I got hooked on 'Who Made Me a Princess' the moment I saw the art, and once I dug into the credits it was clear who steered the story: Plutus is the main writer. Plutus wrote the original web novel that the manhwa adapts, and the comic version pairs those scripts with Spoon's gorgeous artwork. I love pointing that out because readers sometimes only notice the illustrator — the world-building, the twists, and the pacing are Plutus's fingerprints.
If you like royal drama with a hearty sprinkle of humor and tragic undertones, knowing Plutus is behind the plot explains a lot. I often tell friends that the tonal shifts — from laugh-out-loud moments to heartbreaking scenes — feel like an author who really understands character work. So yeah, Plutus is the name to remember when you want to credit the voice and structure of 'Who Made Me a Princess'.
According to the author Plutus and Spoon as idea providers made the comic "Who Made Me a Princess." It was a great story with a warm heart but suspenseful to keep people excited. Athanasia in the comic is such a adorable woman, put in the world as an abandoned princess. One second she's living the high life and the next it's death all around; tragic really.
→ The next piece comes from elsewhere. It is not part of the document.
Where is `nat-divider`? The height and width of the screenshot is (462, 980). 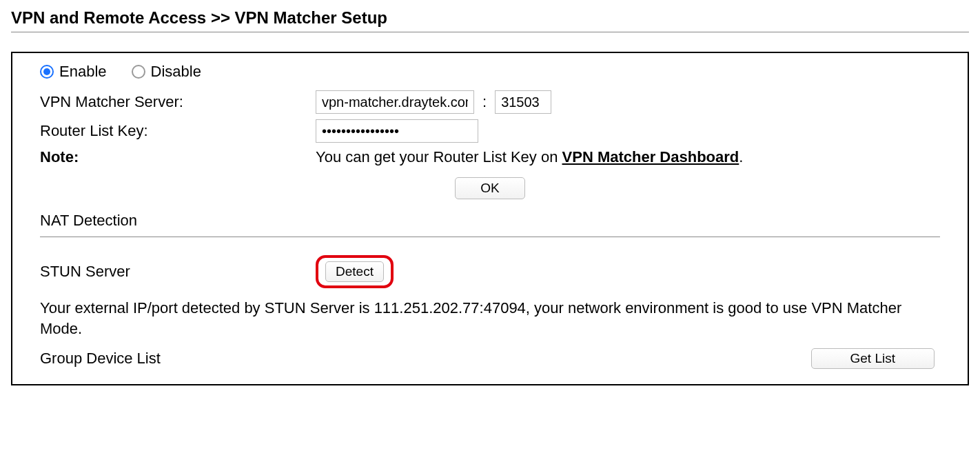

I get asked this kind of thing all the time when people fall down the rabbit hole of a manhwa-to-anime adaptation. If you mean the music associated with the webtoon 'Who Made Me a Princess' (the manhwa by Plutus and Spoon), there isn't a single, official original soundtrack the way a finished TV anime would have — fans and the official publisher sometimes release character songs or promotional tracks, but those can be by different artists and producers rather than one composer.
If you mean an animated or drama adaptation that used a score, the quickest way I’ve found to nail down the composer is to check the credits on the official site or the ending credits of the episode/trailer, or to look up the soundtrack listing on VGMdb, Spotify, or the publisher’s music release page. I usually end up with the composer's name on the Spotify album page or in the liner notes — it’s a little digging, but that’s where the definitive credit lives. Happy to help dig further if you can tell me which specific release or trailer you’re looking at.